[Extracted records]
◆ ◆ ◆

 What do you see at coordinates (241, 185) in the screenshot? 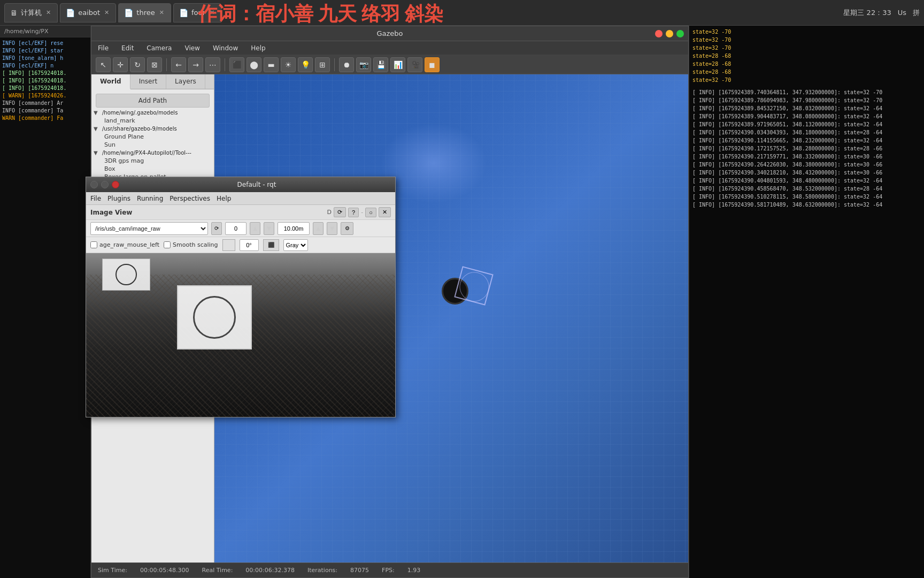
I see `rqt-titlebar: Default - rqt` at bounding box center [241, 185].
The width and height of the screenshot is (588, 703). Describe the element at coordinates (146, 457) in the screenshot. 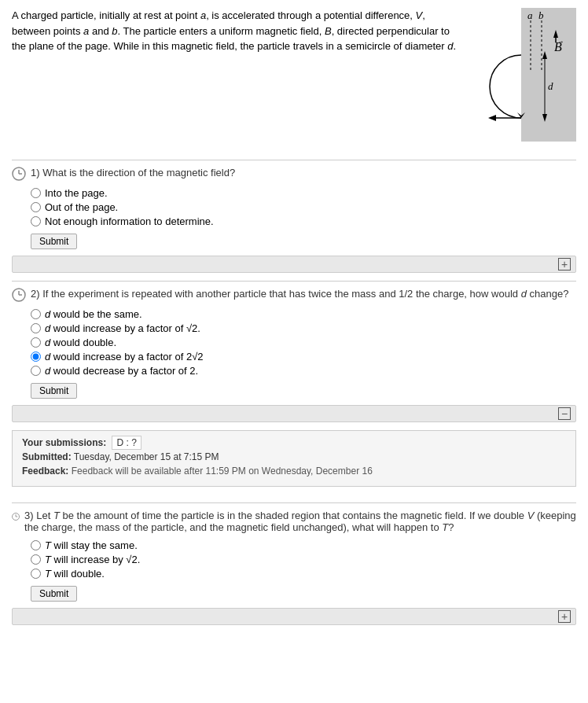

I see `q2-submitted-date: Tuesday, December 15 at 7:15 PM` at that location.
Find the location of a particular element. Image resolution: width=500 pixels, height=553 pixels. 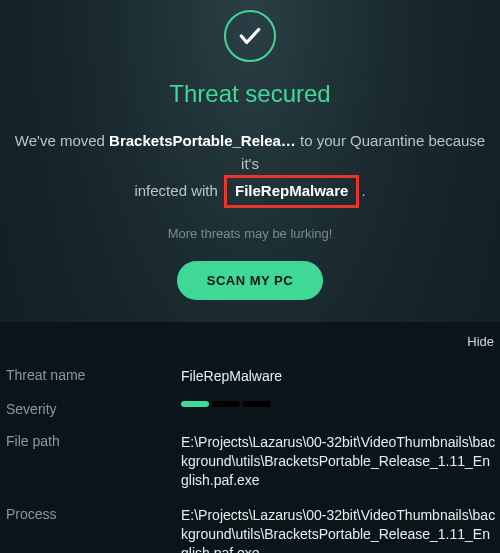

sub-message: More threats may be lurking! is located at coordinates (250, 234).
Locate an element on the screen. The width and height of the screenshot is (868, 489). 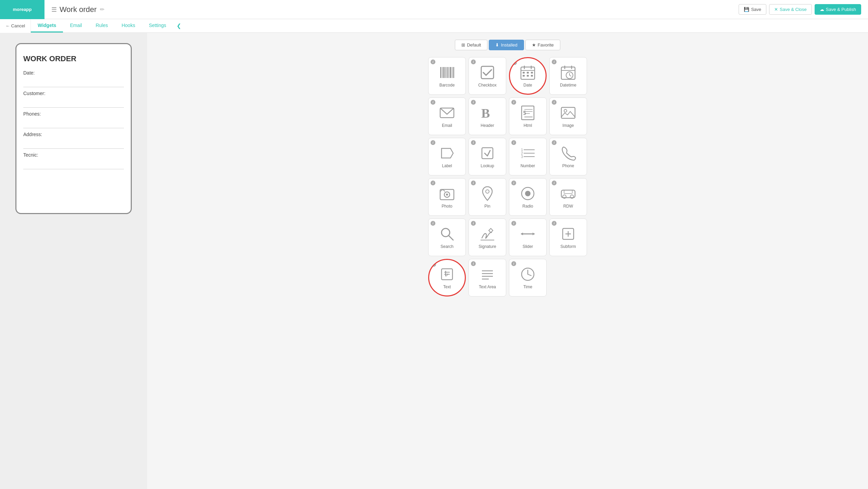
widget-image: i Image is located at coordinates (568, 116).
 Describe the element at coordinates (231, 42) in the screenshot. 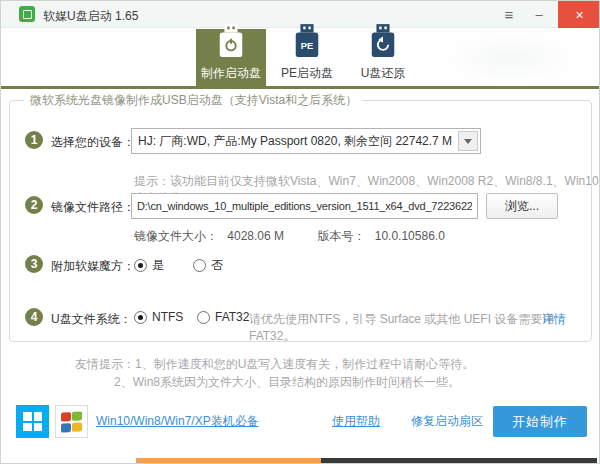

I see `usb-power-icon` at that location.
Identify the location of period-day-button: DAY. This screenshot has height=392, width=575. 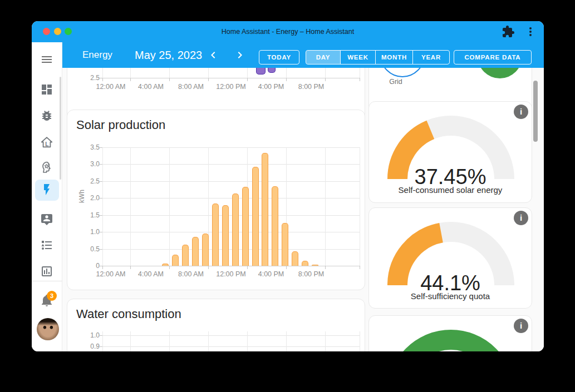
(323, 57).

◆ ◆ ◆

[Exercise description] Please write out exactly the lines from the one containing "Identify the location" through the last line of the records above, and leave out any pictures.

[Answer to the problem]
Identify the location of period-day-button: DAY. This screenshot has height=392, width=575. 
(323, 57).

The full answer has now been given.